I was driving on the I-10 freeway in LA last week, heading from Santa Monica to downtown LA, and as I looked off to my right…there it was…the (W)rapper building. The (W)rapper is an eye-sore, a work of art, a stunning act of courage…of defiance, a beauty, a beast, a disgrace and a gem of a building. Conflicted as the city and community may be about this monolithic office structure towering over Culver City, casting criss-crossing shadows over the low slung creative offices, you must stop and admire all that it represents; a hornets nest of judgements and opinions.
The building was designed by ‘starchitect’ Eric Moss and built by Samitaur Structures, a company formed by artists Frederick and Laurie Samitaur Smith. The husband and wife couple who built much of Culver City’s arts district had one more trick up their sleeves in 2020 when the world went into hibernation and they were entitling this monstrosity. While the office world was shutting down and the narrative of death-to-office was proliferating, the husband and wife plowed forward, seeking to make their mark on her city, against all the adversarial battle cries. They were chronic ziggers when others were zagging and that’s how they’ve always been.
While the building remains vacant and yet to sign a lease, its presence in Culver City stands as a beautiful reminder to me - and to the city - to ‘go forward’ even amidst the adversity. LA and California might get drenched in the headlines with tough placement but the city and state pushes forward. This building represents that mantra to me it’s evoked a typical emotional cycle.
Life presents constant new information that summons strong emotional responses. You may receive new information and have a visceral reaction of fear, doubt, uncertainty or other negative emotions only to later reconcile and come full circle to a completely opposite and positive emotion. Usually in the heat of the initial unveiling, you can’t foreshadow that your emotions will change, but inevitably they do. When I see something that catches my eye or acquire a taste of something and I have a strong negative reaction to it, I’m often questioning myself to say “what am I missing here and what new information will make me take a completely new and opposite view point.” That’s how I felt about broccoli, that’s how I’ve felt about difficult work lessons, that’s how I felt about Dallas and now that’s how I feel about the (W)rapper and know that with time, it all comes back around for me to say “I kinda love that building!”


## TASK OBJECTIVE
Using the listing below, extract each line that has the word "pixels" in it.

## PROVIDED ENTRIES
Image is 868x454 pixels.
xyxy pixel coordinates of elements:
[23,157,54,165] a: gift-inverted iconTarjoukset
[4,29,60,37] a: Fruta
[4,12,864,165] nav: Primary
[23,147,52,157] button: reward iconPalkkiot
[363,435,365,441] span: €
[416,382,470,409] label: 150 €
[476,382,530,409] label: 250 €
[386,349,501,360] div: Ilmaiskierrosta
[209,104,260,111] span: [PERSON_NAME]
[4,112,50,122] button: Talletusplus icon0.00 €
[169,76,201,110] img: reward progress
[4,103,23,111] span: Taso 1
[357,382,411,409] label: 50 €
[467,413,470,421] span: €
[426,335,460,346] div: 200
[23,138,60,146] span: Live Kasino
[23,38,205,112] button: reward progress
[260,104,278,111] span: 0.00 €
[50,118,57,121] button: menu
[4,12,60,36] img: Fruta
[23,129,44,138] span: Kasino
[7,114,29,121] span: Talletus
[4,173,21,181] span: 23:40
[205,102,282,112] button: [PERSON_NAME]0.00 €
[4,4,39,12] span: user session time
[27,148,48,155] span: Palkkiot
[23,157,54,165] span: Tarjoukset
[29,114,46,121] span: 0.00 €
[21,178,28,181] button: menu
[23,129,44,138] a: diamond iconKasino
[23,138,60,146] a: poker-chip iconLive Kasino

* * *

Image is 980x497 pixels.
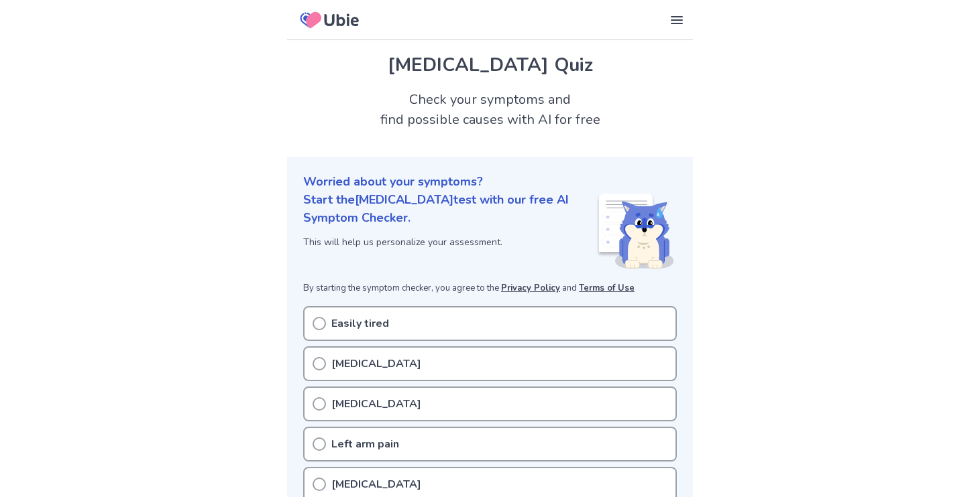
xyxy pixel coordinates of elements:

## RESPONSE AREA
Image is 868x454 pixels.
Image is 980x497 pixels.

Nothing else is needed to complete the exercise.